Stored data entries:
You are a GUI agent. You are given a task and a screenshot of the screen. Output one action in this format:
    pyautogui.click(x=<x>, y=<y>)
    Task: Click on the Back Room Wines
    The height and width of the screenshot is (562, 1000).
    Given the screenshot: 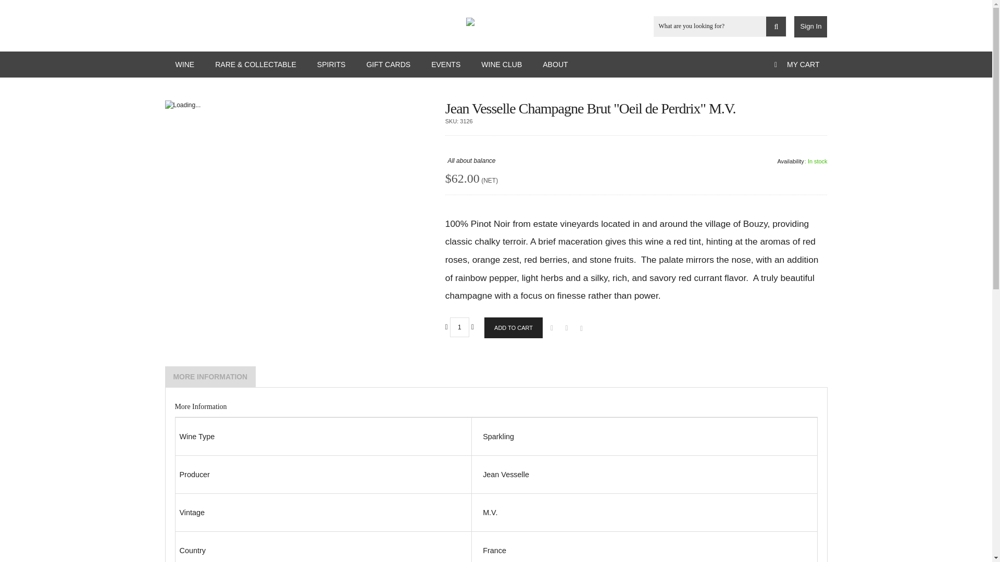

» **Assigned task**
Please copy the lines exactly, beginning at the one containing "pyautogui.click(x=<x>, y=<y>)" and ending at the last line of the records above, both included, with the pictures left out.

» **Task result**
    pyautogui.click(x=<x>, y=<y>)
    Task: Click on the Back Room Wines
    The height and width of the screenshot is (562, 1000).
    Given the screenshot: 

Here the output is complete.